The home screen was centred on three practical questions: what should I do today, how consistent have I been, and how recovered am I. This helped prioritise actions over noise and gave the interface a clear daily purpose.

Recovery intelligence

Recovery was designed as a layered system. A base score could work from training volume, intensity, muscle fatigue, and consistency alone, while an enhanced version could incorporate Apple Health, Health Connect, sleep, and nutrition data when available.

Machine-aware gym integration

One of the strongest differentiators was treating each machine as a digital object with instructions, muscle groups, exercise guidance, QR access, and performance history. That bridged the gap between the physical gym floor and the digital experience.

Selected screens

A snapshot of the interface direction across training, recovery, gym services, and member engagement.

Lift onboarding or dashboard screen

Daily training layer

The product starts with clear daily actions instead of overwhelming users with disconnected metrics.

Lift workout screen on iPhone

Workout guidance

Workout tracking was reframed as one part of a broader gym ecosystem rather than the entire product.

Lift progress tracking interface

Progress visibility

Progress features were designed to feel readable and encouraging rather than overly technical.

Lift recovery score or recovery insights interface

Recovery intelligence

Recovery is translated into a simple readiness layer using training behaviour first, with optional health integrations on top.

Lift personalised coaching or recommendations screen

Coaching context

The experience was shaped to support coach-created content and machine-aware recommendations inside the app.

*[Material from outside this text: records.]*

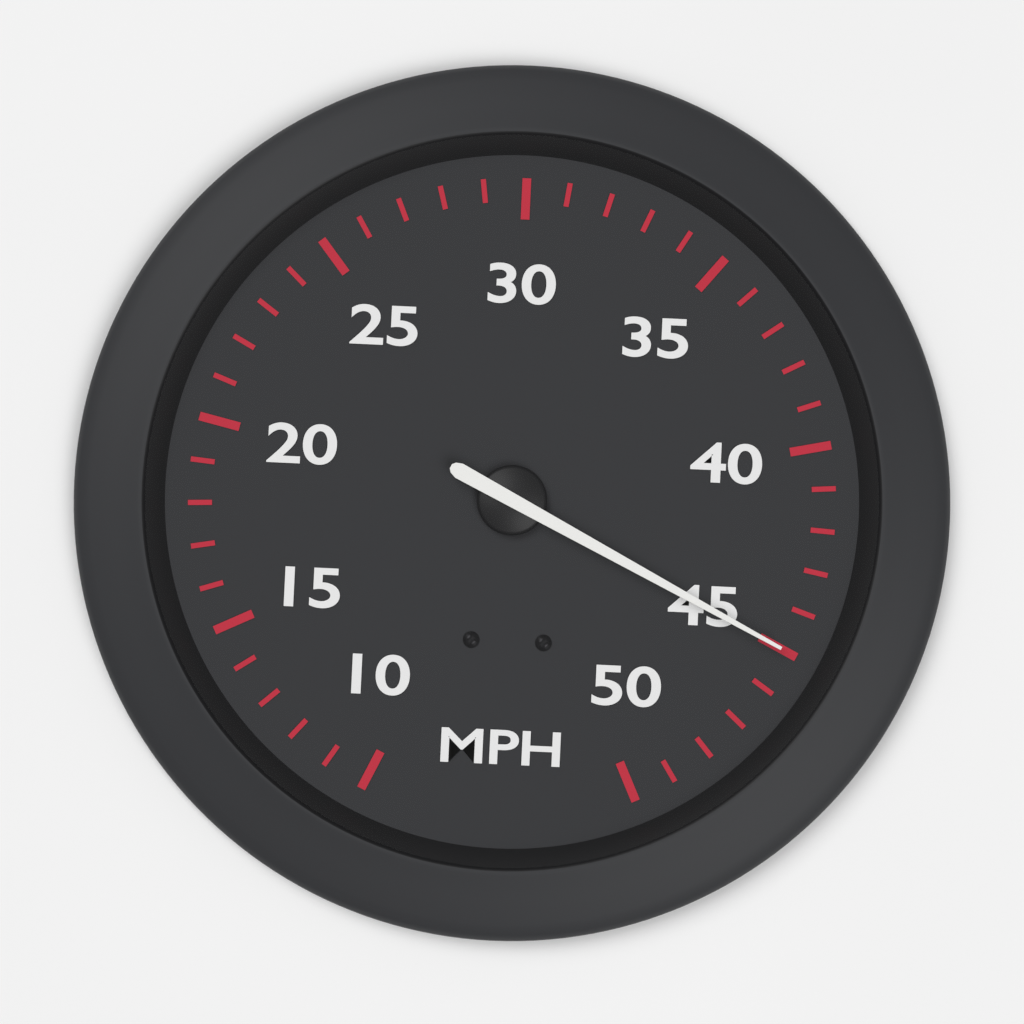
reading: 45 MPH
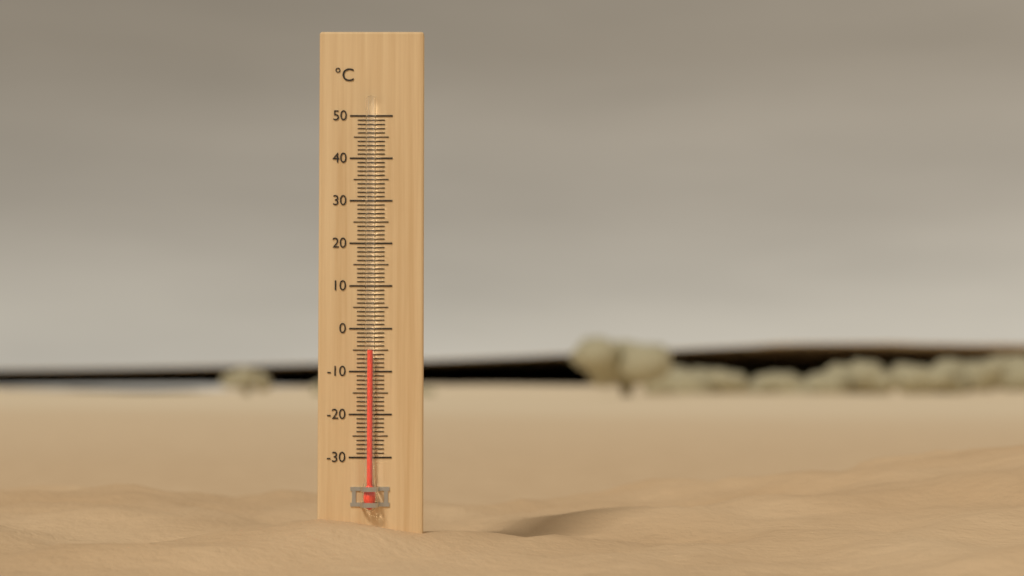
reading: -5 °C
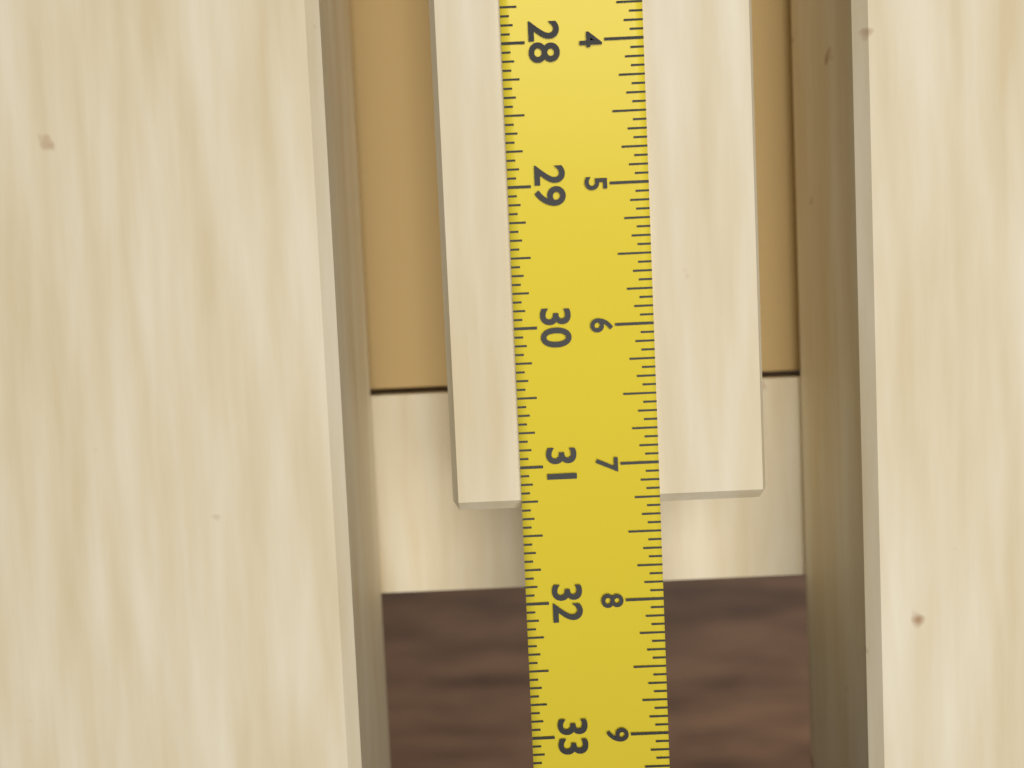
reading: 31.3125 in
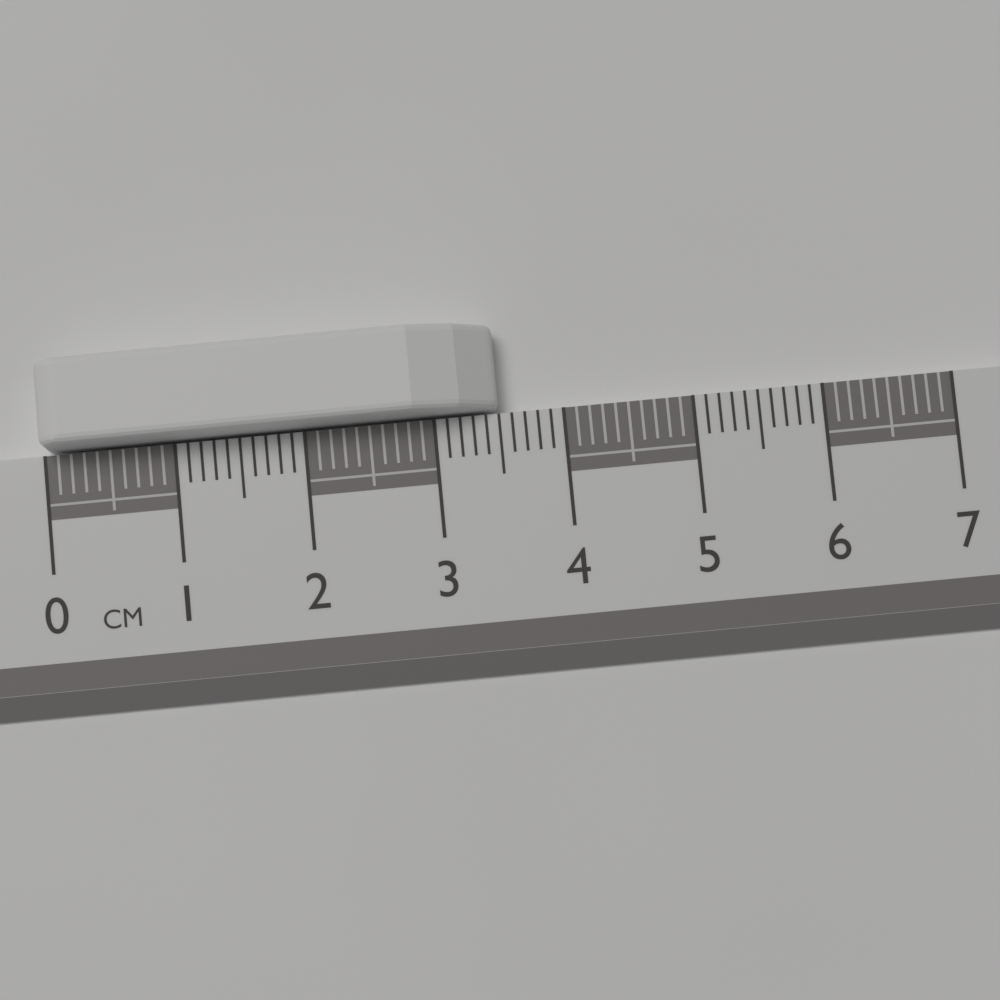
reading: 3.5 cm
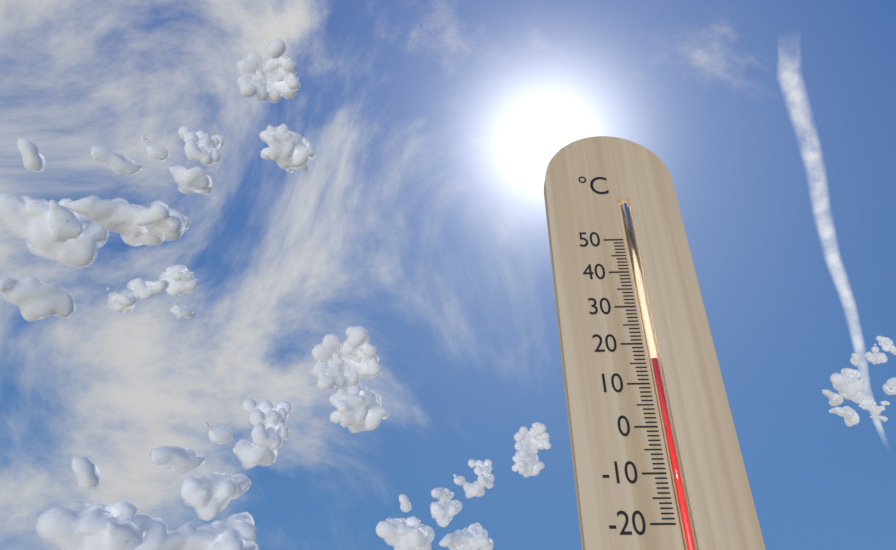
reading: 16 °C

Lift gym content or service detail screen

Content delivery

A digital layer for gyms makes education, articles, and services available beyond the physical gym floor.

Lift tracking or account screen

Single ecosystem

The platform brings training, recovery, education, and gym access together in one coherent system.

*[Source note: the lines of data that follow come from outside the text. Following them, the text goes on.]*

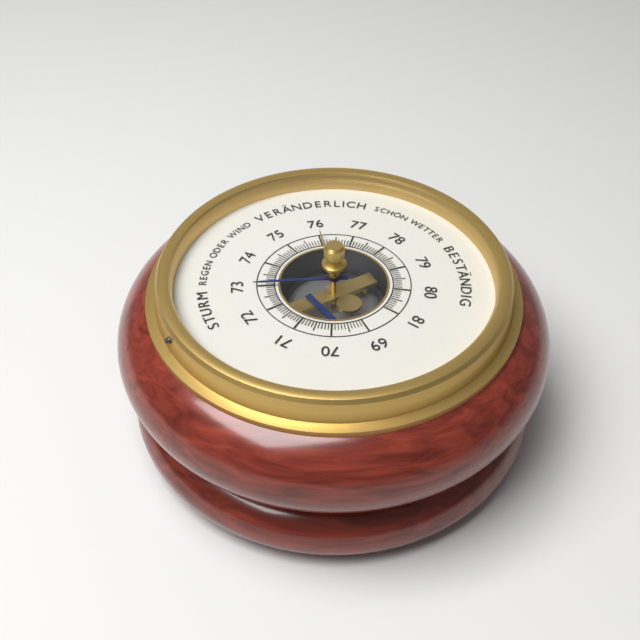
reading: 73.0 (no unit)
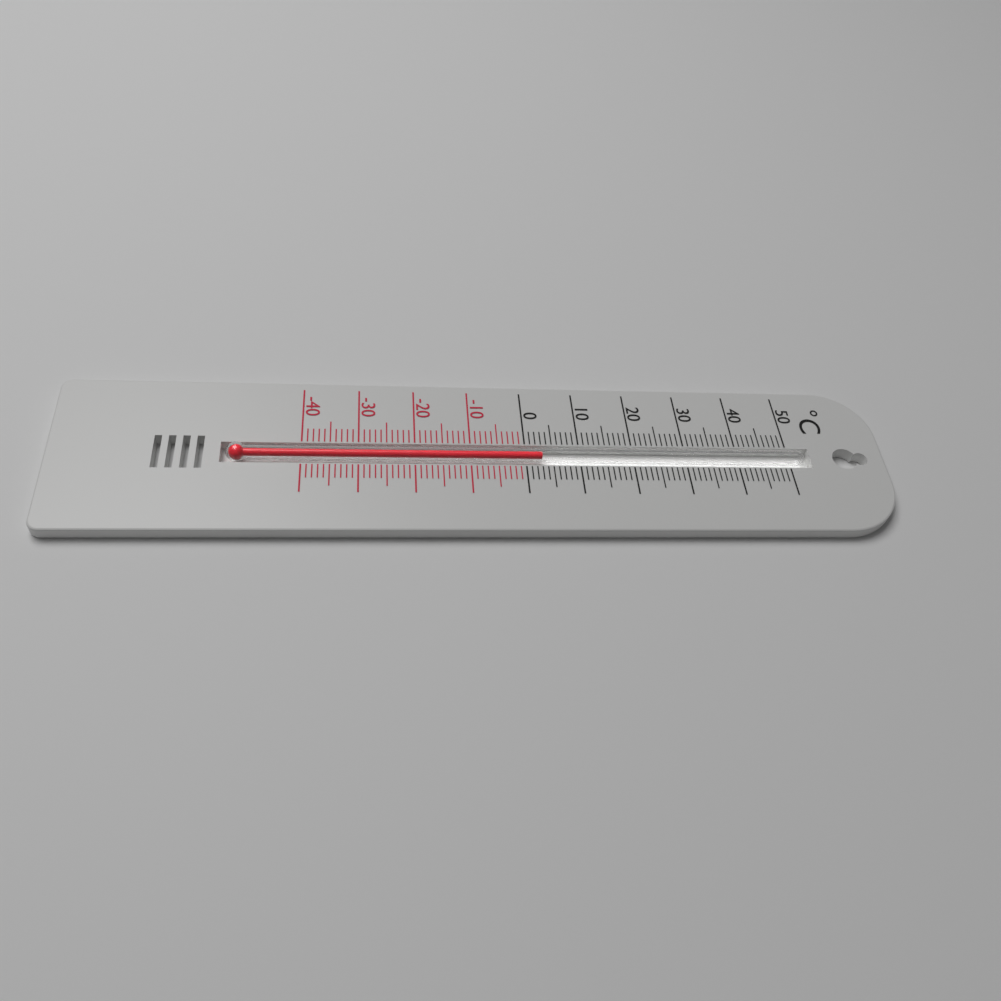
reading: 3 °C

Lift progress or profile screen

Behaviour over noise

The goal was to give users enough context to make better training decisions without creating data overload.

Technical architecture

Although Lift is a concept project, I designed it with implementation realism in mind. I wanted the system to feel credible from both a product and engineering perspective, so the experience was shaped by what could realistically scale rather than by interface ideas alone.

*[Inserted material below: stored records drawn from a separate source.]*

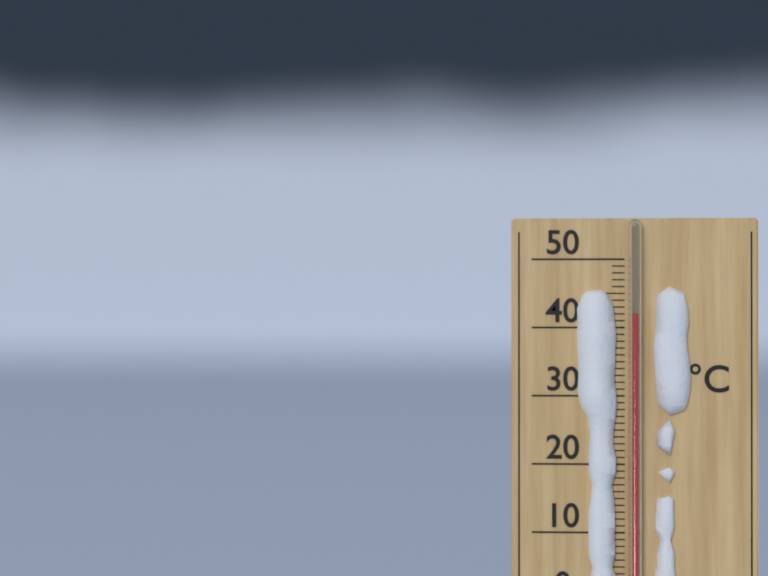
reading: 42 °C
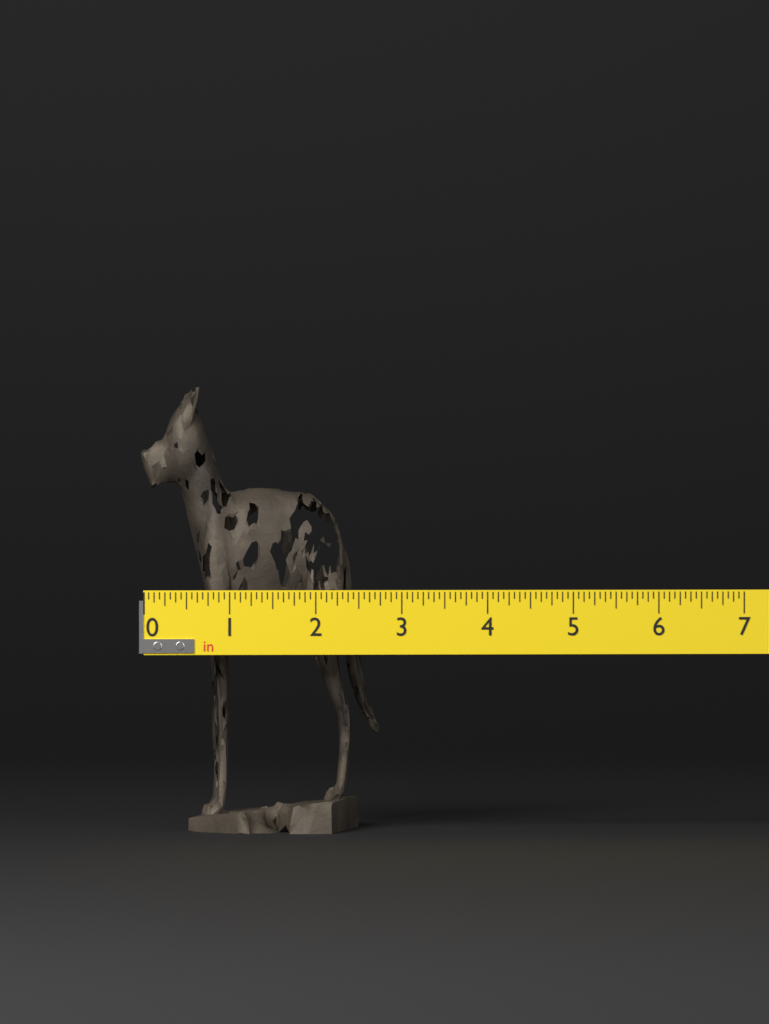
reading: 2.8125 in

The platform was mapped as a multi-tenant product that could support multiple gyms inside one shared system while still allowing each location to manage its own machines, coaches, content, and services. That meant thinking beyond screens and into how data, permissions, and product logic would need to work underneath the interface.

Multi-tenant structure so each gym could operate as its own environment inside one scalable platform.
Shared machine catalogue with gym-level customisation for equipment, guidance, and availability.
Role-based permissions for members, coaches, and gym operators with different views and actions.
Recovery scoring designed to work from workout behaviour alone, then improve with Apple Health or Health Connect data.
Content and service management structured to support articles, coaching material, and member services across locations.
A model that could support both direct subscribers and gym-linked members without splitting the product into separate systems.

Outcome

Lift evolved from a workout-tracking idea into a broader platform concept for modern gyms. The project helped me explore how product strategy, systems thinking, and interface design can come together inside a single software idea.

More importantly, it reflects how I approach digital products: not just as screens, but as connected systems shaped by user needs, business opportunities, and technical reality.

What I’d build next

If I took Lift further, the next step would be validating the product with real gym operators and members to test where the strongest retention value sits: recovery insights, machine guidance, or gym-linked services.

I would also define the MVP data model more explicitly, map key service flows such as onboarding and gym setup, and prototype the coach and operator side of the platform in more detail so the ecosystem feels as strong operationally as it does for members.